The Federal Trade Commission has quietly removed several key blog posts about AI risks and open-source models published during Lina Khan's tenure, marking a dramatic shift in the agency's regulatory stance. The deletions include posts advocating for open-weight AI models and warning about consumer harms - moves that contradict the Trump administration's own AI policy goals.
The Federal Trade Commission is systematically erasing its digital footprint from the Lina Khan era, with the Trump administration quietly removing hundreds of blog posts about AI regulation and consumer protection published during the previous chair's tenure.
The most striking deletion involves a July 2024 blog post titled "On Open-Weights Foundation Models," which advocated for a more permissive approach to AI development. The post was removed on September 1, according to Internet Archive records, now redirecting visitors to a generic FTC technology office page.

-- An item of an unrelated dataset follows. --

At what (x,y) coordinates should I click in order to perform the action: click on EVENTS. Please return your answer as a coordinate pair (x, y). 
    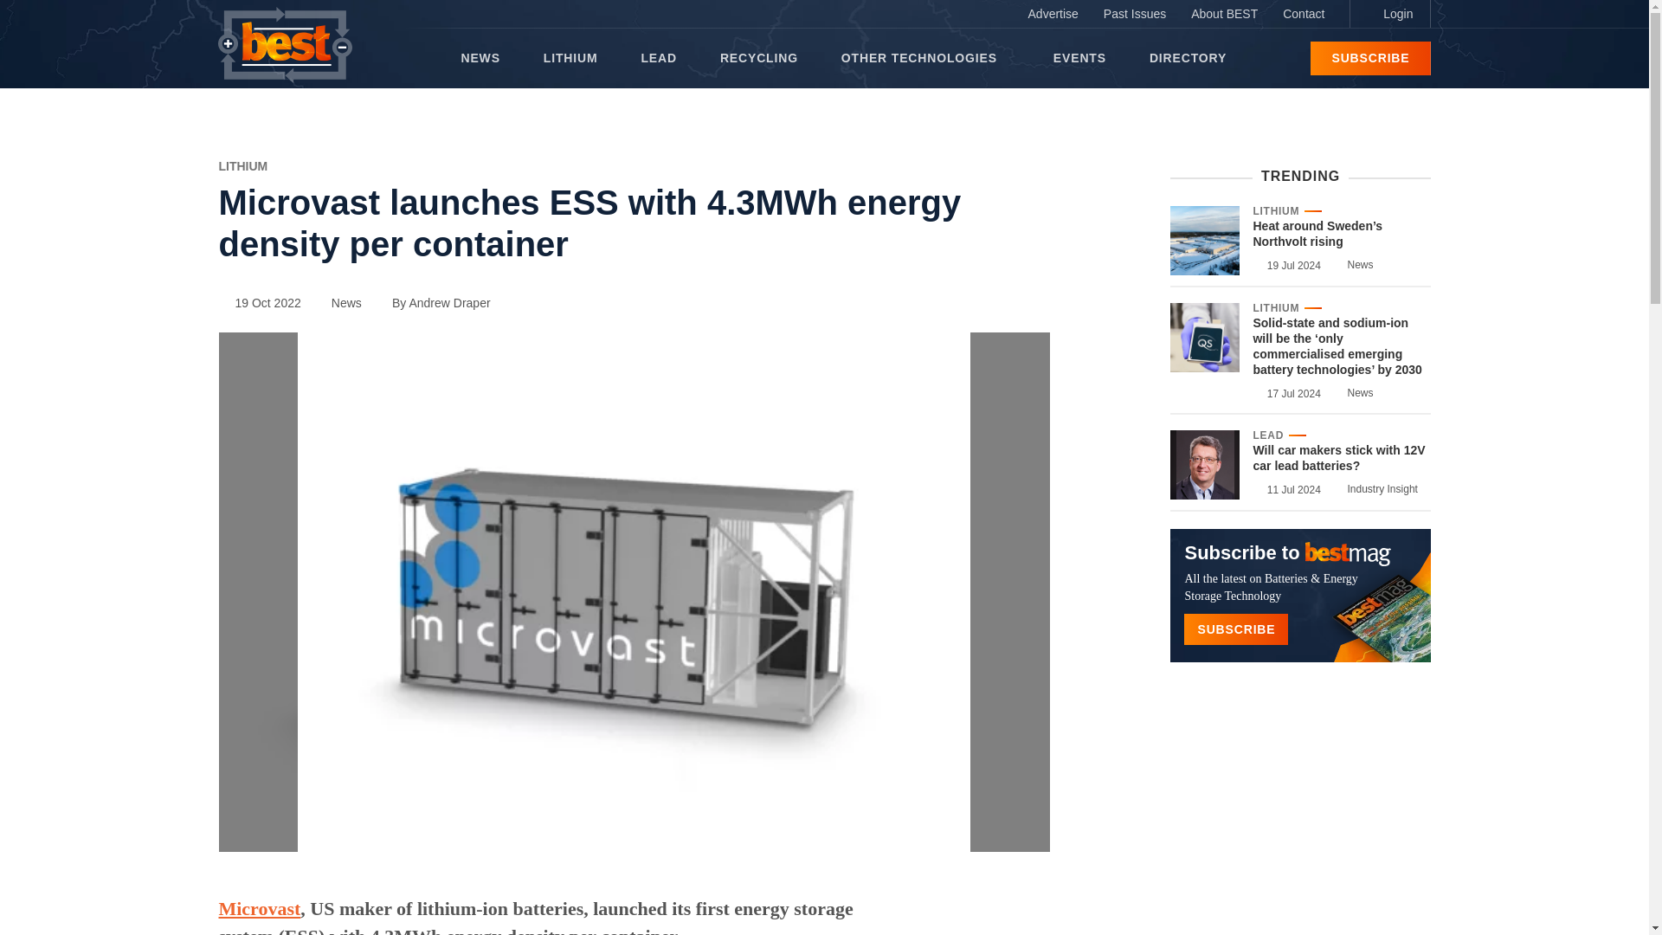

The timing creates an awkward contradiction. Khan's staff had argued for supporting "open-weight" AI models - those with publicly released training parameters - as a way to help "smaller players bring their ideas to market." That position aligns perfectly with the Trump administration's own AI Action Plan, which explicitly states the government "should create a supportive environment for open models."
Yet newly appointed FTC chair Andrew Ferguson's team scrubbed the very blog posts that supported this approach. Former FTC public affairs director Douglas Farrar tells WIRED he was "shocked to see the Ferguson FTC be so out of line with the Trump White House on this signal to the market."
Two other AI-focused posts met similar fates. "Consumers Are Voicing Concerns About AI" from October 2023 disappeared in late August, while "AI and the Risk of Consumer Harm" - published as recently as January 2025 - now shows a "Page not found" error. That final post had warned about AI's potential for "incentivizing commercial surveillance" and "perpetuating illegal discrimination."
The deletions represent just the tip of the iceberg. WIRED previously reported that the FTC removed some 300 posts in March related to AI oversight and lawsuits against tech giants like Amazon and Microsoft. Among them was "The Luring Test: AI and the engineering of consumer trust," which had won an award from the Aspen Institute for making AI concepts accessible to the public.